A River of Information Runs Through It

Recent coverage (NYT, Mashable) of FriendFeed reminded me of discussions we’ve had about Connect features. Basically, FriendFeed applies the Facebook News Feed feature to the entire Interwebs, or at the 23 services they integrate with today.

You have a(nother) network of friends. Everyone posts stuff to the FriendFeed, which aggregates the posts into a river of Interwebs goodness, Picasa and flickr photos, NetFlix movies, Last.fm channels, YouTube movies, Digg news, etc. You get a blog-like dump of all this stuff in the FrienFeed page, where your friends can comment. Yawn.

It’s a very solid and useful idea, and the founders are ex-Google, woo-freaking-hoo. Operationally, how is this any different than tumblr (which Rich uses) or any number of other sharing methods, e.g. posting links and videos to Facebook, Google Reader shared items, delicious, and on and on. Oh yeah, isn’t Google doing this and one better on November 5? Plus, it’s yet another network of friends and non-friends.

Don’t care to review the service, but the concept is one that has even more value inside the firewall. Rich, Paul and I were riffing recently on how a blog applies generally to all kinds of information: status reporting, issue tracking, information sharing, project updates. But the word blog carries a stigma. We need to overcome blog as synonymous with a teenage rant dump or Scoble’s vehicle for attention seeking.

The riff continued, Rich said why not add a tumblr like feature to Connect so you can get all these links, blog updates, files, etc. in your Activity Log. And oh btw, when we finally drop a Groups feature, you’ll have segmented rivers of information for each group, all with RSS goodness on top. This would be my preferred way to communicate in a team, vs. emailing every single “check this out” link.

We all love this idea. It adds aggregation to network groups in a useful way that really could boost productivity, freeing people from spam/bacn-filled inboxes. Plus, it allows you to strengthen your professional relationships and disseminate information in a manageable fashion.

Anyone want to built it? Eventually, Rich will blog about OpenLab.

Update: FriendFeed is, of course, invite only beta, so reviews to this point were spotty.  A slightly more detailed review surfaced on Google Blogoscoped today. It seems like FriendFeed has attempted to address the issue of yet another network (good) by introducing the “imaginary friend” concept (bad). This may be good for guys like Robert Scoble, who live painfully in the open, but for the average person, it’s going to be creepy, almost like stalking. Details are sketchy, but if I understand the concept, I could add anyone who has signed up for the service and view that person’s feed. Sounds like delicious, but not just links.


All that should be output is the block of lines below from the line with "enumerate the UI" to the line with "Itemize the components", both included, exactly as written.
Segment Start: Data
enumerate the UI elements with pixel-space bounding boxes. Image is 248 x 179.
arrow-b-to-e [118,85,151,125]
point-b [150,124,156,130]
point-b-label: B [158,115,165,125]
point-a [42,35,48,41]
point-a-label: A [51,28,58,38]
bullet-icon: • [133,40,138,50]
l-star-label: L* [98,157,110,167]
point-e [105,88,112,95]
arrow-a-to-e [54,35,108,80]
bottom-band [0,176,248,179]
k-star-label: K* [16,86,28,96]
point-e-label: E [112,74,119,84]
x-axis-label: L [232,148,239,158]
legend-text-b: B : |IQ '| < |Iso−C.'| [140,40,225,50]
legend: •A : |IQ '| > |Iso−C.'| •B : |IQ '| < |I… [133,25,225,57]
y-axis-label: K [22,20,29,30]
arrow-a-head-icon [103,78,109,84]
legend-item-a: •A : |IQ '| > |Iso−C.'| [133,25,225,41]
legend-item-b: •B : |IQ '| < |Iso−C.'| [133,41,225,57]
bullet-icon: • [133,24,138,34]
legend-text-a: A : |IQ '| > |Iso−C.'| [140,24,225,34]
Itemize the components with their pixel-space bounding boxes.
Segment End: Data
Segment Start: Data
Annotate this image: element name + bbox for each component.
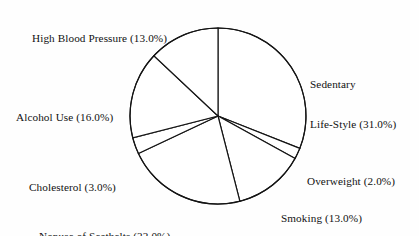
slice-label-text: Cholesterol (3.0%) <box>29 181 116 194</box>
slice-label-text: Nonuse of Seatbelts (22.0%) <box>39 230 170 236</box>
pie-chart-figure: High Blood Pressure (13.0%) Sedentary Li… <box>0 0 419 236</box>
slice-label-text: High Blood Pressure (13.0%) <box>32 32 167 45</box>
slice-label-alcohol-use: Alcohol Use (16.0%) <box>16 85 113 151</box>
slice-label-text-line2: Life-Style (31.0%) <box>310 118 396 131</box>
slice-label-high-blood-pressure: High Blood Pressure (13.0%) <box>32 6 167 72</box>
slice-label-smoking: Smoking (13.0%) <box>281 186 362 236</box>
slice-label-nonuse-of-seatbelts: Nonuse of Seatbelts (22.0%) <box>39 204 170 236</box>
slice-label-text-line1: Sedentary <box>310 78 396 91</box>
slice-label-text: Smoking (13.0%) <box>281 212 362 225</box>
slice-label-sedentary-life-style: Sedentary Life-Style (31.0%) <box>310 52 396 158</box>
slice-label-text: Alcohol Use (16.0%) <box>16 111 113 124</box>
Segment End: Data
Task answer
enumerate the UI elements with pixel-space bounding boxes. Image is 248 x 179.
arrow-b-to-e [118,85,151,125]
point-b [150,124,156,130]
point-b-label: B [158,115,165,125]
point-a [42,35,48,41]
point-a-label: A [51,28,58,38]
bullet-icon: • [133,40,138,50]
l-star-label: L* [98,157,110,167]
point-e [105,88,112,95]
arrow-a-to-e [54,35,108,80]
bottom-band [0,176,248,179]
k-star-label: K* [16,86,28,96]
point-e-label: E [112,74,119,84]
x-axis-label: L [232,148,239,158]
legend-text-b: B : |IQ '| < |Iso−C.'| [140,40,225,50]
legend: •A : |IQ '| > |Iso−C.'| •B : |IQ '| < |I… [133,25,225,57]
y-axis-label: K [22,20,29,30]
arrow-a-head-icon [103,78,109,84]
legend-item-a: •A : |IQ '| > |Iso−C.'| [133,25,225,41]
legend-item-b: •B : |IQ '| < |Iso−C.'| [133,41,225,57]
bullet-icon: • [133,24,138,34]
legend-text-a: A : |IQ '| > |Iso−C.'| [140,24,225,34]
Itemize the components with their pixel-space bounding boxes.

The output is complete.